Hostile Work Environment Claim Properly Dismissed; Allegations re Pornography Insufficient

In Kimball v. Village of Painted Post, 2018 WL 2944337 (2d Cir. June 11, 2018) (Summary Order), the court, inter alia, affirmed the dismissal of plaintiff’s hostile work environment claim.

In discussing plaintiff’s allegation of a hostile work environment based on pornography in the office, the court explained:

[Plaintiff] has failed to establish that any such incident occurred that was part of a practice that was either severe or pervasive enough for a reasonable jury to find that she experienced a hostile work environment after Yost’s retirement. Notably, Kimball did not testify that she saw pornographic images at her workplace after Yost retired. Instead, she averred that she discovered evidence suggesting that male officers were viewing pornography: she testified that, on “many” unspecified occasions in 2007 and 2008, she saw pornographic windows minimized on the toolbar of the computers at the police station, and the URLs of pornographic websites on occasion autopopulated when she used the work computers. App’x at 698-99. Her testimony is vague and conclusory, however. Although she testified that, on unspecified occasions, pornographic URLs autopopulated on the Department computers, the record does not suggest that these URLs were particularly graphic or degrading to women, nor does she describe the import of the URLs. The record falls short of supporting an inference of the severity needed to sustain her claims.

Nor does the record support an inference that the pornography-viewing practice of which Kimball complains was “pervasive.” Kimball identified only two specific instances in two years in which she discovered evidence suggesting that other officers were viewing pornography on the Department’s computers (one in February 2007 and one on May 26, 2008). Although she testified that she saw such evidence of viewing pornography “many times,” her testimony is nonspecific and provides an inadequate basis for a jury determination that her colleagues’ viewing was so common in the workplace as to be nearly inescapable—in which case a hostile work environment may have existed—or whether Kimball saw it on a number of occasions, but infrequently over the full course of her employment at the Department. See App’x at 698. Accordingly, Kimball has not provided an adequate basis for a reasonable jury to find a hostile work environment.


Work request -
Take the entries that follow and write them out again, word for word.

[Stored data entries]
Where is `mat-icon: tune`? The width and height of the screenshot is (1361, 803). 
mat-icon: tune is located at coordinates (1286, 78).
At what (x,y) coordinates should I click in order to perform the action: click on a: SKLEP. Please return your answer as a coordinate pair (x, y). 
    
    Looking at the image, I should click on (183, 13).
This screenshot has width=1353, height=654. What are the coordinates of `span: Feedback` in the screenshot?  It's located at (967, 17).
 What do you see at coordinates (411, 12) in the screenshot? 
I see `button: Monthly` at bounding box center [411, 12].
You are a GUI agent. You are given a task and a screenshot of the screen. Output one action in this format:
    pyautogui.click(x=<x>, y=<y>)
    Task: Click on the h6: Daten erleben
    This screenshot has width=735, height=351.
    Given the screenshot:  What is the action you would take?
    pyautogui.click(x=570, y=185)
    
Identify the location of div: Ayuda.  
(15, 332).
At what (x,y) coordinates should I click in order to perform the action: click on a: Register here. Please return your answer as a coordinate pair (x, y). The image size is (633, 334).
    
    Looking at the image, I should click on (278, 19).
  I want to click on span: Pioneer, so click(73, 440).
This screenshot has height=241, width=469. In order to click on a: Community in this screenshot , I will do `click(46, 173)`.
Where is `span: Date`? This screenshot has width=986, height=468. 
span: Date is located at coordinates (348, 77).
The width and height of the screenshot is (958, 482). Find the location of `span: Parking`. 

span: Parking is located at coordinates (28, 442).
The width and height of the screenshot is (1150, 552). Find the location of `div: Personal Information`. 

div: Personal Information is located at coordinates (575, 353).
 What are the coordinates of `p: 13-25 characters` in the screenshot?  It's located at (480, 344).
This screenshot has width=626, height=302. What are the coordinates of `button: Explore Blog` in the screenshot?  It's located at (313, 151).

Response to this exercise -
Where is `mat-icon: tune`? The width and height of the screenshot is (1361, 803). 
mat-icon: tune is located at coordinates (1286, 78).
At what (x,y) coordinates should I click in order to perform the action: click on a: SKLEP. Please return your answer as a coordinate pair (x, y). 
    
    Looking at the image, I should click on (183, 13).
This screenshot has width=1353, height=654. What are the coordinates of `span: Feedback` in the screenshot?  It's located at (967, 17).
 What do you see at coordinates (411, 12) in the screenshot? 
I see `button: Monthly` at bounding box center [411, 12].
You are a GUI agent. You are given a task and a screenshot of the screen. Output one action in this format:
    pyautogui.click(x=<x>, y=<y>)
    Task: Click on the h6: Daten erleben
    This screenshot has width=735, height=351.
    Given the screenshot:  What is the action you would take?
    pyautogui.click(x=570, y=185)
    
Identify the location of div: Ayuda.  
(15, 332).
At what (x,y) coordinates should I click in order to perform the action: click on a: Register here. Please return your answer as a coordinate pair (x, y). The image size is (633, 334).
    
    Looking at the image, I should click on (278, 19).
  I want to click on span: Pioneer, so click(73, 440).
This screenshot has height=241, width=469. In order to click on a: Community in this screenshot , I will do `click(46, 173)`.
Where is `span: Date`? This screenshot has width=986, height=468. 
span: Date is located at coordinates (348, 77).
The width and height of the screenshot is (958, 482). Find the location of `span: Parking`. 

span: Parking is located at coordinates (28, 442).
The width and height of the screenshot is (1150, 552). Find the location of `div: Personal Information`. 

div: Personal Information is located at coordinates (575, 353).
 What are the coordinates of `p: 13-25 characters` in the screenshot?  It's located at (480, 344).
This screenshot has width=626, height=302. What are the coordinates of `button: Explore Blog` in the screenshot?  It's located at (313, 151).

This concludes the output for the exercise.